Character Education in Practice

Although character education has three components:

  1. Teaching
  2. Training
  3. Environment
The training piece is the most difficult to understand, accept, and implement. It is easier to talk about the teaching component. It is not difficult to locate inspiring stories or quotes that illustrate virtue and good character. Just visit any school, classroom, YMCA, or other venue for children and you will find the rooms and hallways sprinkled with pictures or quotes impressing virtue and character.

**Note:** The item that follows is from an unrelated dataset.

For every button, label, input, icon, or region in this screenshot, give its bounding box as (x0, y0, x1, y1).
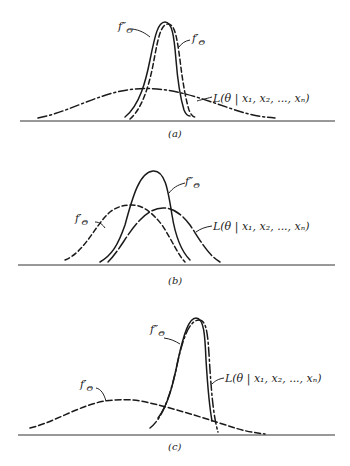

Character training, however, is less accessible. It is tedious. It is difficult to sustain. It requires relentless and systematic efforts. Frankly, it is a grind, not only for the child but even more so for parents or teachers. After all, in the world of education, the core of character training is the formation of good habits and good habits seldom agree with a child’s personal preferences and will. In the eyes of a child good habits are a pain in the neck. In their minds, practicing good habits is downright unpleasant and better avoided. It is important for parents and teachers to understand this challenge. Children will be resistant toward adult efforts to shape habits. Their minds cannot yet comprehend how far good character and good habits will take them toward developing their academic and human potential.

They only understand pleasure now, happiness now, gratification now, and they will resist anyone who appears to be depriving them of these joys. But if adults understand this challenge, they will also understand and accept the level of commitment and work required for developing those habits of character that will lead to a child’s academic success. Understanding and accepting an adult’s role in shaping character, makes it possible to talk about implementation and plot strategies to train character.

Training requires three modules:

  1. Character training needs a “playing field,” some sustained activity that will provide children a chance to practice good habits over and over. For example learning to play the piano. The playing field is a real world environment where success is realized only through building good habits.
  2. Then there must be a significant time commitment for sustained practice on the “field.” Once the piano lessons become difficult, the child wants to quit. This is always the case. And too often the adult gives in. The child whines and complains. The adult quits and allows the child to quit. Time is lost and no habits are built. At these junctures the adult needs backbone, “No, you cannot quit. We have committed to these lessons for the year. We will not quit until we fulfill this time requirement.” Understanding the place of the playing field and time commitment, the adult can implement a habit-forming training plan. This is the real purpose behind the piano lessons. Building habits!
  3. However, implementation requires a heroic effort. For success, the adult is called to be firm, insistent, and strict about practicing good habits. But at the same time he must be gentle, kind, and supportive. The adult who hopes to build good habits in a child must combine unrelenting perseverance with unwavering patience, two characteristics of an adult who cares deeply about the child. Herein lays the great secret of character education. In other words, because the adult is committed to the child’s development, the adult creates a character development bubble around the child. They provide unrelenting discipline and structure that forges habits. At the same time, the adult supplies the strength, willpower, encouragement, support, kindness, and the gentleness that a child needs to persevere and build good habits.
 
One day the child will become a young man or woman of stellar character. Friends and family will have respect for and honor the person they have become. But it will be the adult who enjoys the deepest satisfaction.